Work on research integrity
In 1994, he published an editorial in the BMJ where he argued that the poor use of statistics in medical research was scandalous.[3] He wrote "What should we think about researchers who use the wrong techniques, use the right techniques wrongly, misinterpret their results, report their results selectively, cite the literature selectively, and draw unjustified conclusions? We should be appalled".[4] and concluded "We need less research, better research, and research done for the right reasons".[5]
Altman was regarded as a leading authority on the execution and reporting of health research,[6] and played a leading role in establishing better standards. He was one of the co-founders of the international EQUATOR health research reliability network, and a member of the CONSORT Group from 1999, a group dedicated to offering a standardised way for researchers to report trials.
He was also one of the original authors of the IDEAL framework for improving surgical research.[7]
Contributions to statistical education
Altman's publications on statistical education, many co-authored with his long-standing collaborator Martin Bland, are well known among the medical profession, being noted for their practical relevance and clarity.[8] His textbook Practical Statistics for Medical Research, published in 1991, has sold 50,000 copies in hardback.[9]
Notable achievements
Altman was the author of over 450 papers in statistical methodology, with 11 being cited over 1,000 times. Among them is a 1986 paper published in The Lancet titled Statistical methods for assessing agreement between two methods of clinical measurement[10] introduced the Bland–Altman plot. As of 2014[update] the paper was ranked 29th in the Nature/Web of Science Top 100 most-cited research papers of all time.[11] and as of 2018[update] it had been cited over 40,000 times.[4]
In 2015 Altman was awarded a lifetime achievement award by the BMJ, where he was credited by the editor, Dr Fiona Godlee, with having "done more than anyone else to encourage researchers to fully report what they actually did, warts and all, rather than letting the best be the enemy of the good or, worse, pretending that research is perfect".[13]

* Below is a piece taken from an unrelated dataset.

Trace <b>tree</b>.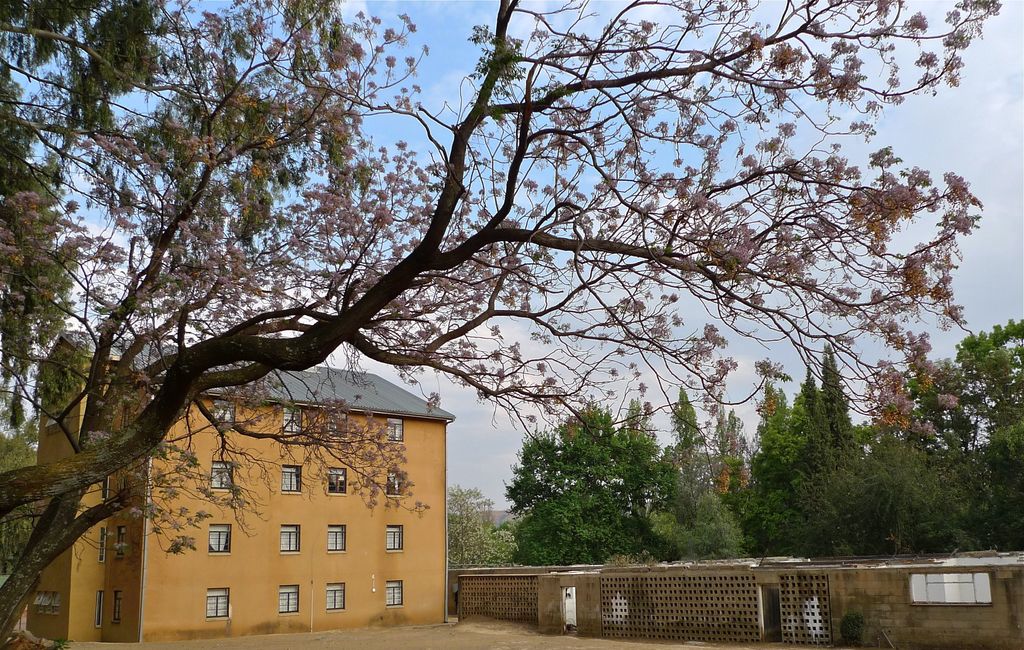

Altman was born on 12 July 1948 in London to Jack and Decima Altman.[14] He died from bowel cancer[15] on 3 June 2018.[16] He was survived by his wife Sue, and their children Louise and Edmund.[17]
Statistics With Confidence: Confidence Intervals and Statistical Guidelines (2000). Editors: Douglas G. Altman, David Machin, T. N. Bryant, Martin J. Gardner. ISBN0-7279-0222-9
Systematic Reviews (1999). Editors: Douglas G. Altman, Iain Chalmers. ISBN0-7279-0904-5
Statistics in Practice: Articles Published in the British Medical Journal. (1982). Editors: Sheila M. Gore, Douglas G. Altman. ISBN0-7279-0085-4
David M, Kenneth FS and Altman DG for the CONSORT Group. (2001) Revised recommendations for improving the quality of reports of parallel group randomized trials. Lancet 14, 1191–4.
Bland JM, Altman DG. (1986) Statistical methods for assessing agreement between 2 methods of clinical measurement. Lancet i, 307–310. A reprint is available HERE
BMJ Statistical Notes – A series of short articles on the use of statistics by Doug Altman and his longtime collaborator Martin Bland.
Altman DG, Bland JM. (1983) Measurement in medicine – the analysis of method comparison studies. The Statistician 32, 307–317.
Bland JM, Altman DG. (1999) Measuring agreement in method comparison studies. Statistical Methods in Medical Research 8, 135–160.
Bland JM, Altman DG. (1995) Comparing methods of measurement – why plotting difference against standard method is misleading. Lancet 346, 1085–1087.
^Deeks, Jonathan J; Hopewell, Sally; Moher, David; Higgins, Julian PT; Moons, Karel GM; Chandler, Jackie; Antes, Gerd (14 September 2018). "Doug Altman's legacy to Cochrane and evidence synthesis". Cochrane Database of Systematic Reviews. doi:10.1002/14651858.ED000127.
^"BMJ Group Lifetime Achievement Award". BMJ. 340 (jan14 2): c242 –c242. 14 January 2010. doi:10.1136/bmj.c242.
^McCulloch P, Altman DG et al. "No surgical innovation without evaluation: the IDEAL recommendations." Lancet. 2009 Sep 26;374(9695):1105-12. doi:10.1016/S0140-6736(09)61116-8.